Friday, 26 June 2020

University Challenge

I’m seriously considering taking an Open University MSc in engineering, specialising in electrical. If I go for it, it will take eight years, minimum, add nothing to my earning potential and, should I stay the course, I would be graduating some time after my 70th birthday. This is fine and I still intend to be working to at least that age because I’m in the knowledge business and I strive to improve year on year; no idling down to retirement for me. Preparatory to making that decision I am working through some of the many free courses the OU offers while I’m in my last fortnight of lockdown.

I was struck by a massive disparity in the length of time I have been taking to complete certain courses compared to the recommended times. For instance, I have just completed a 40-hour unit in about four hours. Naturally, being a bit of a bighead, I was tempted to scoff and speculate about the quality of undergrads that so much content seemed to be targeted at such low levels of cognition and former education.

But then I stopped and, as I have been trying to educate myself to do for some years now, began to think of reasons, rather than just naysay education generally. See, it can’t be true that kids of today are less intelligent than kids of my vintage, given that brainpower has a massive evolutionary element to it and a baby whisked here from, say, 1000 A.D could almost certainly be raised and completely assimilated into today’s society without any measurable difference from the current native population.

Attitudes, learning, physical prowess, socialisation and general behaviour are mostly, we now know, the products of nurture. The appearance of heredity is given by the unfortunate cycle that condemns kids raised in dysfunctional households to go on to head up more dysfunctional households. Instead of tackling the appalling black hole of aspiration successive societies (government, community leaders, pressure groups and individuals) have ‘progressively’ relaxed the social pressures that our more puritan forebears applied.

It is no longer considered humane to suggest that people should better themselves, that they should pull themselves up by their bootstraps; what Victorian nonsense is this? But it isn’t Victorian, it is – or rather, it was – one of the guiding principles of the working class. Parents did not want for their kids what they had endured themselves, but they didn’t expect anything to be handed to them. Work hard, get ahead.

Back to the university business.

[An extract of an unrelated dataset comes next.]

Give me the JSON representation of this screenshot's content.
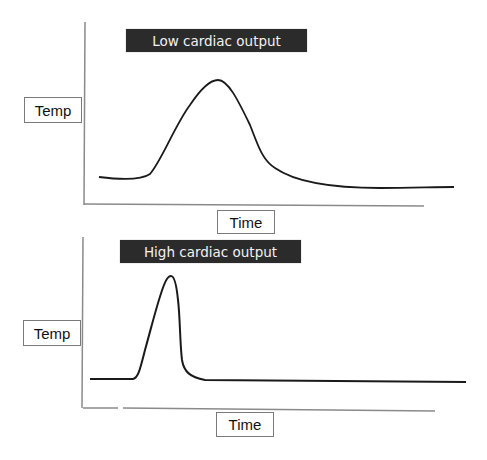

My generation of working-class kids was really the first to have a genuine chance to attend university in any number; certainly we were the first to see it as a real possibility, rather than a rare entitlement. And although we went up far better tutored in the basics, the real point of university – and one which, I freely admit, was lost on me – was to broaden one’s horizons. The degree, while a stepping-stone to better careers, was in some cases almost secondary, certainly in the burgeoning ‘new’ disciplines.

Most students weren’t and aren’t activists. Most are getting on, using what they have to the best of their abilities – which includes attention span, competing demands and all the rest – to try and better themselves. (Or is that a pejorative phrase nowadays?) But I believe there is a significant and growing proportion of students, at establishments which actively facilitate it, whose entire raison d’être is to challenge the structure of society itself. They attend pre-radicalised and use universities and many tutors as a base for inevitably left-wing activist causes.

This is a gross misuse of education facilities and resources and dilutes the objectivity and purpose of higher education. When I last attended a university full time (1999-2000 MSc) this was already apparent, but I fear it has slipped further. Maybe it is time to stop pretending that every school-leaver is university material? Maybe it is time to recognise that the various degrees whose title ends in ‘studies’ (Black Studies, Women’s Studies and so on) are vanity courses with little positive to add to the national experience?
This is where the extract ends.